Instead of inventing my own system, I would go with the (rather new) GROWS Method[1], which is designed to be adapted to suit your needs (but only after a certain level of experience is gained).
GROWS splits its components into stages, through which your team progresses as they become experienced with the various practices. The stages are:
Stage 1 is very simple and easy and about getting your team setup on good practices (eg source control). At this stage, you should be following it rigidly.
Stage 2 is about making sure the right people are working on the right things at the right time. A rigid but simple agile-development system.
Stage 3 is about applying judgement and critical thinking to stage 2, adding release planning, retrospectives and other plan-and-feedback practices
Stage 4 is the stage where your team is experienced enough to tune and alter the practices so that they work best for your unique situation
Stage 5 is when you're ready to replicate your teams practices for other teams or environments.
I like it because it acknowledges that no one-size-fits-all system can be perfect for everyone and provides a framework that allows itself to be changed, but does so around a "skills model" to prevent premature change.
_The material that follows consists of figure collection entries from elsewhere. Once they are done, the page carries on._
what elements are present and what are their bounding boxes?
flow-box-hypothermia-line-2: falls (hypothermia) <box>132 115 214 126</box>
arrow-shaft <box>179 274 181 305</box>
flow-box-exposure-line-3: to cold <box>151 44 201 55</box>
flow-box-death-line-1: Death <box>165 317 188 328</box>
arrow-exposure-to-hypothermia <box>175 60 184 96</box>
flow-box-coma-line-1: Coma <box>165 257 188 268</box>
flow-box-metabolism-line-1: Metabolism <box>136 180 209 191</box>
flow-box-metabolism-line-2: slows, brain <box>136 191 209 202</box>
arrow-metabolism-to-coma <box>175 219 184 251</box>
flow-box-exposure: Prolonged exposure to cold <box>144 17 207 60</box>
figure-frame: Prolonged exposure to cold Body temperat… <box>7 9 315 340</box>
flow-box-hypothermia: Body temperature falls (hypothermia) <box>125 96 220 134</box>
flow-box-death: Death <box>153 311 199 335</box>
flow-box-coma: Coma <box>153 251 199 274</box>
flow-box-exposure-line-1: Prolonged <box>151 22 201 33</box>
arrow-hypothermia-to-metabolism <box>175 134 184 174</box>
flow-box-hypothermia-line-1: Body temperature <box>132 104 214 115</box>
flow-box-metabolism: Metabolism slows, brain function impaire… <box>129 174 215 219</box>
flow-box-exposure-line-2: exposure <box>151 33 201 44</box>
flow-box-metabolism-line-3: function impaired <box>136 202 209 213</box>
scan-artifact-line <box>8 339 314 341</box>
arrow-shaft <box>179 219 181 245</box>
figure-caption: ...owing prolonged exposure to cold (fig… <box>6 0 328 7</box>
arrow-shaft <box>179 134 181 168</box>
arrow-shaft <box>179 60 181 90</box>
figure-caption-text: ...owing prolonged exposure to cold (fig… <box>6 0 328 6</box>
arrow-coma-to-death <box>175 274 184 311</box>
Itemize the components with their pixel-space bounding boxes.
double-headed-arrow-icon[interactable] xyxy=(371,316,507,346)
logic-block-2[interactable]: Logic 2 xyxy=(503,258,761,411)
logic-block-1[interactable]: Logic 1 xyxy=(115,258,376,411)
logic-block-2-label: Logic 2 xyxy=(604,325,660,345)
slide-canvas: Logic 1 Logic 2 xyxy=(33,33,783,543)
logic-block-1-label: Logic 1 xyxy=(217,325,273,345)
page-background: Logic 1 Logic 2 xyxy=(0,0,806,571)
"This requires a lot of skill though"
Exactly. Which, in my experience, most teams do not have. All too often have I been in a team practicing some form of agile, but they don't like X and would prefer Y and so they change the framework to suit their needs and then it fails and they blame the framework, saying it doesn't work, when in reality what happened is they changed and broke it, because they are not (yet!) experienced enough in that framework to actually tweak it to their needs. GROWS is designed with this in mind.